Pete Daniel, The Shadow of Slavery: Peonage in the South, 1901–1969 (Urbana: University of Illinois Press, 1990). This book provides a comprehensive history of the virtual reenslavement of black sharecroppers through the peonage system. Debt-laden farmers were legally bound to plantations in the post-emancipation South. This books show how the sharecropping system, which began as a practical labor solution, instead formed a vicious system of involuntary servitude following the Civil War.
Talitha LeFlouria, Chained in Silence: Black Women and Convict Labor in the New South (Chapel Hill: University of North Carolina Press, 2015). This book is the first history of black, working-class incarcerated women in the post–Civil War South. In this work, LeFlouria argues that African American women’s presence within the convict lease and chain gang systems of Georgia helped to modernize the South by creating a new and dynamic set of skills for black women. At the same time, female inmates struggled to resist physical and sexual exploitation and to preserve their human dignity within a hostile climate of terror.
Alex Lichtenstein, Twice the Work of Free Labor: The Political Economy of Convict Labor in the New South (New York: Verso, 1996). This is the first book-length study of the history of the southern convict lease system and its successor, the chain gang. Lichtenstein argues that, after emancipation, convict labor was exploited not by those seeking to restore the social order of the slave South but by southern industrialists. The modernization of the New South was partially predicated on the use of prison laborers, who were leased from southern state penitentiaries to private industries where they could be forced to produce “twice the work of free labor.”
Robert Perkinson, Texas Tough: The Rise of America’s Prison Empire (New York: Picador, 2010). This book explores the history of the Texas penitentiary system and provides an intersectional critique of the rise of America’s prison empire. Perkinson interweaves the history of America’s prison systems with that of slavery, race, and politics. Comprehensive and foundational, this study provides a much-needed historical basis for understanding the modern-day carceral state.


— YOUR INSTRUCTIONS —
Your job is to return the whole listing unchanged while skipping its images.

(MATERIAL TO PROCESS begins)

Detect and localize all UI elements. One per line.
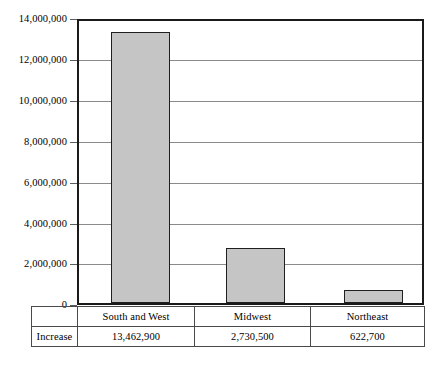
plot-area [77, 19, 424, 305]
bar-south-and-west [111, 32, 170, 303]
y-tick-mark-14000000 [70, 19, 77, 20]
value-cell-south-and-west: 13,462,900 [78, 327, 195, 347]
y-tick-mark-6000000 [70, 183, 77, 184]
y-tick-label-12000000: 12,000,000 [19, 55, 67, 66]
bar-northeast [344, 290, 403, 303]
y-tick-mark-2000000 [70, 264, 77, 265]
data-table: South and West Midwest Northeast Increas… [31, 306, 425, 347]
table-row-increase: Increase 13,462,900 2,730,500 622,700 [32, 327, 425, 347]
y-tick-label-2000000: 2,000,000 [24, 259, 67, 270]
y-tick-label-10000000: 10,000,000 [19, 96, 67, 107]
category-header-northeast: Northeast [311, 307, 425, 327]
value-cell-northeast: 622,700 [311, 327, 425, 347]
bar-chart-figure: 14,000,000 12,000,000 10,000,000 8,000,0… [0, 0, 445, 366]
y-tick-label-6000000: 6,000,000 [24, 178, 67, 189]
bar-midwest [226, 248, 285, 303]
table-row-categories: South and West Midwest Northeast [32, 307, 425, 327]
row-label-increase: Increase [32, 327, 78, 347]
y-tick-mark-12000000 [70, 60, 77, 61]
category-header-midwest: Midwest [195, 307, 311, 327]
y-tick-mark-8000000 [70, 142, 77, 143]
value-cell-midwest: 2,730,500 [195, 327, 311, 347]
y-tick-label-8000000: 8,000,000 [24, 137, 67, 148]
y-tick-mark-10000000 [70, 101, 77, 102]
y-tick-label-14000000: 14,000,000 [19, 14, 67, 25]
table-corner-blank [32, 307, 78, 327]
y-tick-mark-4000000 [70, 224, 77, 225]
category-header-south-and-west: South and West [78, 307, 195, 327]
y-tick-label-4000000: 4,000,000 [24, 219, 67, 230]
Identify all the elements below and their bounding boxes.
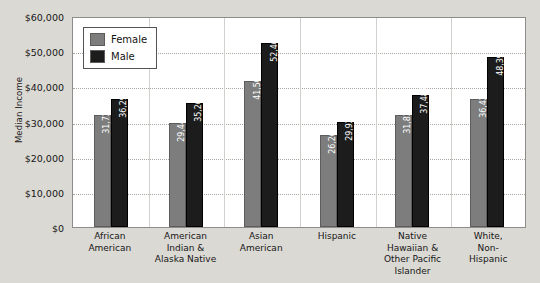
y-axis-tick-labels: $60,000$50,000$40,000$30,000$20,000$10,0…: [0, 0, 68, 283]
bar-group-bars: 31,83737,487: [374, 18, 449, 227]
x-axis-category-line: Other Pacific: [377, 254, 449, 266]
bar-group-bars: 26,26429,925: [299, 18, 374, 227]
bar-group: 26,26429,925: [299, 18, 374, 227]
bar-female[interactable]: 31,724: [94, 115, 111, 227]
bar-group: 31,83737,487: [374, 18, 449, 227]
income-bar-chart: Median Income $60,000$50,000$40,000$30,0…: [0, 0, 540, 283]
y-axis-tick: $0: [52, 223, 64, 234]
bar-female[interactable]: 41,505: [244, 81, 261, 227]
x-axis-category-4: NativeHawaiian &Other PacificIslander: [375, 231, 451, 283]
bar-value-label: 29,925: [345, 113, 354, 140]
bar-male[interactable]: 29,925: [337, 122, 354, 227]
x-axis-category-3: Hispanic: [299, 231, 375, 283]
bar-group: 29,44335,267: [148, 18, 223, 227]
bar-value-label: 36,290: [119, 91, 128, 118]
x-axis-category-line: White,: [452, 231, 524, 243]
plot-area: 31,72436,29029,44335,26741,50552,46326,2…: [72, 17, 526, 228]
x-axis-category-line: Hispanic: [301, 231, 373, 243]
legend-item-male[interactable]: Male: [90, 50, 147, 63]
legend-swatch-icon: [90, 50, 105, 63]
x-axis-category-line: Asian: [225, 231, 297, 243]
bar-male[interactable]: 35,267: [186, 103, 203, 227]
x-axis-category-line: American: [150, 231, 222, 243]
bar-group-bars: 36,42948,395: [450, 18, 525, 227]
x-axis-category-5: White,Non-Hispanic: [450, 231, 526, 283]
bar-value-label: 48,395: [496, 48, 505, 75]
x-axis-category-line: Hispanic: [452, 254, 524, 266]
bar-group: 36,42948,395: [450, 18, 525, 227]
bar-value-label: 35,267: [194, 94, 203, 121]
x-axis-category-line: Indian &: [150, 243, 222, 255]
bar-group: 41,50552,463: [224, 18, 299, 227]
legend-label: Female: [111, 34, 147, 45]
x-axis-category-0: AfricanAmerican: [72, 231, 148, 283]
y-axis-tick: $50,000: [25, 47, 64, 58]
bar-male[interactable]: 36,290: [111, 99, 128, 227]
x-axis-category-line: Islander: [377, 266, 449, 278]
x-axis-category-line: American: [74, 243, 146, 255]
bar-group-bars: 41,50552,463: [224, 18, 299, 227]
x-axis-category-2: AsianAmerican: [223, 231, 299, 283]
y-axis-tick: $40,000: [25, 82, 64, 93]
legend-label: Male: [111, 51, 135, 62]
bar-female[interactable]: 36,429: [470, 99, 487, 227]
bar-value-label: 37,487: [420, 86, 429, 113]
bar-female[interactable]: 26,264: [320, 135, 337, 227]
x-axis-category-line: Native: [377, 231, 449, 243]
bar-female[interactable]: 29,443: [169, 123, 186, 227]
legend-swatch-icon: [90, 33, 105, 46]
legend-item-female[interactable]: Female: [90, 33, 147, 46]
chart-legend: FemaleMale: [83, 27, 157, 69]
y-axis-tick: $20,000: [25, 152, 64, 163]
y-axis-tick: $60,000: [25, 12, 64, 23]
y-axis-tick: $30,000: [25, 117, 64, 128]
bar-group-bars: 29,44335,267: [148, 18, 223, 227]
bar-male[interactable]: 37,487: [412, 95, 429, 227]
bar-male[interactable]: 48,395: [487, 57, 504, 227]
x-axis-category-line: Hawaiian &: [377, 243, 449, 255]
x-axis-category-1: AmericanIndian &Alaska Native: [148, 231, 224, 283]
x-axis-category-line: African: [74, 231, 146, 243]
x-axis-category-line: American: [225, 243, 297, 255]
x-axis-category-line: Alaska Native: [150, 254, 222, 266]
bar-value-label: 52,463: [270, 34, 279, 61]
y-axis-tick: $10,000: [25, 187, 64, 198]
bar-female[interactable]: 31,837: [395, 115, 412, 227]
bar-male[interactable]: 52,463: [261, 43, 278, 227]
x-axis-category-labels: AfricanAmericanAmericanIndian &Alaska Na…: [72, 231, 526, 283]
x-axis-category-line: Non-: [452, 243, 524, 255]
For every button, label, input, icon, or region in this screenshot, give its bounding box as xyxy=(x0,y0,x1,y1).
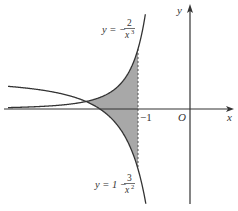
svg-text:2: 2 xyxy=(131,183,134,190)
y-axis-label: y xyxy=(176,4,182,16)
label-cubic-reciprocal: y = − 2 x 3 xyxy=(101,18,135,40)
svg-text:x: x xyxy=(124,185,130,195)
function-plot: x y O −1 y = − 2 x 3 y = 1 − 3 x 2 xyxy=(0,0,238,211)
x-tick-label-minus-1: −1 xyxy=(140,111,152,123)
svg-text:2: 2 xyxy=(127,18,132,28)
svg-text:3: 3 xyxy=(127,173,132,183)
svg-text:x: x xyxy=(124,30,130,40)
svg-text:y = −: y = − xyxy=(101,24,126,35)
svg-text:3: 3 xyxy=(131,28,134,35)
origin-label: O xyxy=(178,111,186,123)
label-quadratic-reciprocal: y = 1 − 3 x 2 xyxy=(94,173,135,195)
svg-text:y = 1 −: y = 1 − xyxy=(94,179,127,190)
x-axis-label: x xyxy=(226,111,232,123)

(MATERIAL TO PROCESS ends)

— COMPLETED TASK —
Detect and localize all UI elements. One per line.
plot-area [77, 19, 424, 305]
bar-south-and-west [111, 32, 170, 303]
y-tick-mark-14000000 [70, 19, 77, 20]
value-cell-south-and-west: 13,462,900 [78, 327, 195, 347]
y-tick-mark-6000000 [70, 183, 77, 184]
y-tick-label-12000000: 12,000,000 [19, 55, 67, 66]
bar-northeast [344, 290, 403, 303]
y-tick-mark-2000000 [70, 264, 77, 265]
data-table: South and West Midwest Northeast Increas… [31, 306, 425, 347]
table-row-increase: Increase 13,462,900 2,730,500 622,700 [32, 327, 425, 347]
y-tick-label-2000000: 2,000,000 [24, 259, 67, 270]
y-tick-label-10000000: 10,000,000 [19, 96, 67, 107]
category-header-northeast: Northeast [311, 307, 425, 327]
value-cell-northeast: 622,700 [311, 327, 425, 347]
bar-chart-figure: 14,000,000 12,000,000 10,000,000 8,000,0… [0, 0, 445, 366]
y-tick-label-6000000: 6,000,000 [24, 178, 67, 189]
bar-midwest [226, 248, 285, 303]
table-row-categories: South and West Midwest Northeast [32, 307, 425, 327]
row-label-increase: Increase [32, 327, 78, 347]
y-tick-mark-12000000 [70, 60, 77, 61]
category-header-midwest: Midwest [195, 307, 311, 327]
y-tick-mark-8000000 [70, 142, 77, 143]
value-cell-midwest: 2,730,500 [195, 327, 311, 347]
y-tick-label-8000000: 8,000,000 [24, 137, 67, 148]
y-tick-mark-10000000 [70, 101, 77, 102]
y-tick-label-14000000: 14,000,000 [19, 14, 67, 25]
table-corner-blank [32, 307, 78, 327]
y-tick-mark-4000000 [70, 224, 77, 225]
category-header-south-and-west: South and West [78, 307, 195, 327]
y-tick-label-4000000: 4,000,000 [24, 219, 67, 230]
Identify all the elements below and their bounding boxes.
y-axis-tick-labels: $60,000$50,000$40,000$30,000$20,000$10,0…: [0, 0, 68, 283]
bar-group-bars: 31,83737,487: [374, 18, 449, 227]
x-axis-category-line: Other Pacific: [377, 254, 449, 266]
bar-group-bars: 26,26429,925: [299, 18, 374, 227]
bar-group: 26,26429,925: [299, 18, 374, 227]
bar-female[interactable]: 31,724: [94, 115, 111, 227]
bar-group: 31,83737,487: [374, 18, 449, 227]
income-bar-chart: Median Income $60,000$50,000$40,000$30,0…: [0, 0, 540, 283]
y-axis-tick: $0: [52, 223, 64, 234]
bar-female[interactable]: 41,505: [244, 81, 261, 227]
x-axis-category-4: NativeHawaiian &Other PacificIslander: [375, 231, 451, 283]
bar-value-label: 29,925: [345, 113, 354, 140]
bar-male[interactable]: 29,925: [337, 122, 354, 227]
x-axis-category-3: Hispanic: [299, 231, 375, 283]
bar-group: 29,44335,267: [148, 18, 223, 227]
bar-value-label: 36,290: [119, 91, 128, 118]
x-axis-category-line: White,: [452, 231, 524, 243]
plot-area: 31,72436,29029,44335,26741,50552,46326,2…: [72, 17, 526, 228]
x-axis-category-line: Hispanic: [301, 231, 373, 243]
legend-item-male[interactable]: Male: [90, 50, 147, 63]
legend-swatch-icon: [90, 50, 105, 63]
x-axis-category-line: Asian: [225, 231, 297, 243]
bar-male[interactable]: 35,267: [186, 103, 203, 227]
x-axis-category-line: American: [150, 231, 222, 243]
bar-group-bars: 36,42948,395: [450, 18, 525, 227]
x-axis-category-5: White,Non-Hispanic: [450, 231, 526, 283]
bar-value-label: 48,395: [496, 48, 505, 75]
x-axis-category-line: Hispanic: [452, 254, 524, 266]
bar-group: 36,42948,395: [450, 18, 525, 227]
bar-value-label: 35,267: [194, 94, 203, 121]
x-axis-category-line: Indian &: [150, 243, 222, 255]
bar-group: 41,50552,463: [224, 18, 299, 227]
legend-label: Female: [111, 34, 147, 45]
x-axis-category-0: AfricanAmerican: [72, 231, 148, 283]
y-axis-tick: $50,000: [25, 47, 64, 58]
bar-male[interactable]: 36,290: [111, 99, 128, 227]
x-axis-category-line: Islander: [377, 266, 449, 278]
x-axis-category-line: American: [74, 243, 146, 255]
bar-group-bars: 41,50552,463: [224, 18, 299, 227]
x-axis-category-2: AsianAmerican: [223, 231, 299, 283]
y-axis-tick: $40,000: [25, 82, 64, 93]
legend-label: Male: [111, 51, 135, 62]
bar-female[interactable]: 36,429: [470, 99, 487, 227]
bar-value-label: 37,487: [420, 86, 429, 113]
bar-female[interactable]: 26,264: [320, 135, 337, 227]
x-axis-category-line: Native: [377, 231, 449, 243]
bar-female[interactable]: 29,443: [169, 123, 186, 227]
legend-swatch-icon: [90, 33, 105, 46]
legend-item-female[interactable]: Female: [90, 33, 147, 46]
chart-legend: FemaleMale: [83, 27, 157, 69]
y-axis-tick: $20,000: [25, 152, 64, 163]
y-axis-tick: $60,000: [25, 12, 64, 23]
y-axis-tick: $30,000: [25, 117, 64, 128]
bar-group-bars: 29,44335,267: [148, 18, 223, 227]
bar-male[interactable]: 37,487: [412, 95, 429, 227]
bar-male[interactable]: 48,395: [487, 57, 504, 227]
x-axis-category-line: Hawaiian &: [377, 243, 449, 255]
x-axis-category-1: AmericanIndian &Alaska Native: [148, 231, 224, 283]
x-axis-category-line: African: [74, 231, 146, 243]
x-axis-category-line: American: [225, 243, 297, 255]
x-axis-category-line: Alaska Native: [150, 254, 222, 266]
bar-value-label: 52,463: [270, 34, 279, 61]
y-axis-tick: $10,000: [25, 187, 64, 198]
bar-female[interactable]: 31,837: [395, 115, 412, 227]
bar-male[interactable]: 52,463: [261, 43, 278, 227]
x-axis-category-labels: AfricanAmericanAmericanIndian &Alaska Na…: [72, 231, 526, 283]
x-axis-category-line: Non-: [452, 243, 524, 255]
For every button, label, input, icon, or region in this screenshot, give its bounding box as xyxy=(x0,y0,x1,y1).
svg-text:2: 2 xyxy=(131,183,134,190)
y-axis-label: y xyxy=(176,4,182,16)
label-cubic-reciprocal: y = − 2 x 3 xyxy=(101,18,135,40)
svg-text:x: x xyxy=(124,185,130,195)
function-plot: x y O −1 y = − 2 x 3 y = 1 − 3 x 2 xyxy=(0,0,238,211)
x-tick-label-minus-1: −1 xyxy=(140,111,152,123)
svg-text:2: 2 xyxy=(127,18,132,28)
svg-text:3: 3 xyxy=(127,173,132,183)
svg-text:x: x xyxy=(124,30,130,40)
svg-text:y = −: y = − xyxy=(101,24,126,35)
svg-text:3: 3 xyxy=(131,28,134,35)
origin-label: O xyxy=(178,111,186,123)
label-quadratic-reciprocal: y = 1 − 3 x 2 xyxy=(94,173,135,195)
svg-text:y = 1 −: y = 1 − xyxy=(94,179,127,190)
x-axis-label: x xyxy=(226,111,232,123)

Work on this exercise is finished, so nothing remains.